Let the Land Speak by Jackie French
Author:Jackie French
Language: eng
Format: epub
Publisher: HarperCollins Publishers
Published: 2013-08-24T04:00:00+00:00
Once again rumour had taken over (probably started by Rede and Hotham’s spies) – reinforcements were coming from Melbourne. McGill took most of his Californian Rangers to patrol the road from Melbourne.
Lalor took the chance to have a couple of hours’ sleep. So did Carboni. Thirty or forty of the Californian Rangers, with their rifles dug into the base of the stockade, acted as lookouts.
Hotham – a soldier who had wished to serve in the Crimea rather than administer the colony of Victoria – used his next weapon.
Imagine darkness so deep you can’t see your hands, your feet. Darkness where the only light is the highway of stars above, and small, almost random flickers of red coals at your front, back, right, left. There is no way of telling what is happening. The landscape you know has vanished till the morning.
Soon after midnight, according to Lalor and Carboni’s accounts, the cry came out of the darkness again, and then again: ‘The soldiers are attacking!’ Each time, more men – armed, angry and protective – ran to help. Soldiers had attacked the camp before; every man there had probably seen innocents suffer. Both red coats and police back then were more often corrupt than law abiding, violent men used to the abuse of power.
Time after time the rebels left the stockade, led into the darkness by the spies. And there they stayed.
Imagine it, that darkness. The spies had torches or lamps to light their way. As soon as their light was extinguished they could slide unseen into the darkness, leaving the men stranded. A well-made dirt road glows faintly in starlight, but I suspect the tracks at Ballarat were more mud than road. Possibly, too, the spies led their parties away even from the roads and tracks, into the heart of the diggings and mine shafts. If the men tried to stumble back to the stockade, the chances were that they would go in the wrong direction. Darkness won that night.
There was no real chance to return to the stockade till dawn. When dawn came it was too late.
The troops assemble
About 267 soldiers and police officers took their positions in the darkness, only three hundred metres from the stockade, at 3.30 a.m. on Sunday, 3 December. Only about 120 men were left in the stockade; the troops outnumbered the stockaders two to one. Thanks to the spies, the troops knew it was now safe to attack.
Captain Thomas had instructed his troops to spare any person who did not show signs of resistance. But by now many of the troops were too angry – or too caught up in the excitement – to care. At about 4.45 a.m. they charged.
According to Carboni:
I awoke. Sunday morning. It was full dawn, not daylight. A discharge of musketry – then a round from the bugle – the command ‘forward’ – and another discharge of musketry was sharply kept on by the red-coats (some 300 strong) advancing on the gully west of the stockade, for a couple of minutes.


INSTRUCTIONS FOR THE TASK. Take every line from the data that has the word "pleasantness" in it.

SUPPLIED MATERIAL.
↓

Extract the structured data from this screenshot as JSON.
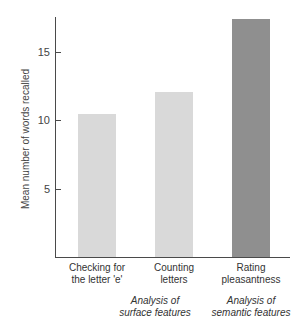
{
  "chart_data": {
    "type": "bar",
    "title": "",
    "xlabel": "",
    "ylabel": "Mean number of words recalled",
    "ylim": [
      0,
      17.6
    ],
    "yticks": [
      5,
      10,
      15
    ],
    "grid": false,
    "categories": [
      "Checking for the letter 'e'",
      "Counting letters",
      "Rating pleasantness"
    ],
    "values": [
      10.5,
      12.1,
      17.5
    ],
    "bar_colors": [
      "#d9d9d9",
      "#d9d9d9",
      "#8f8f8f"
    ],
    "groups": [
      {
        "label": "Analysis of surface features",
        "categories": [
          0,
          1
        ]
      },
      {
        "label": "Analysis of semantic features",
        "categories": [
          2
        ]
      }
    ]
  },
  "axis": {
    "ylabel": "Mean number of words recalled",
    "ticks": [
      {
        "value": 5,
        "label": "5"
      },
      {
        "value": 10,
        "label": "10"
      },
      {
        "value": 15,
        "label": "15"
      }
    ]
  },
  "categories": [
    {
      "line1": "Checking for",
      "line2": "the letter 'e'"
    },
    {
      "line1": "Counting",
      "line2": "letters"
    },
    {
      "line1": "Rating",
      "line2": "pleasantness"
    }
  ],
  "groups": [
    {
      "line1": "Analysis of",
      "line2": "surface features"
    },
    {
      "line1": "Analysis of",
      "line2": "semantic features"
    }
  ]
}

↑

OUTPUT OF THE TASK.
      "Rating pleasantness"
      "line2": "pleasantness"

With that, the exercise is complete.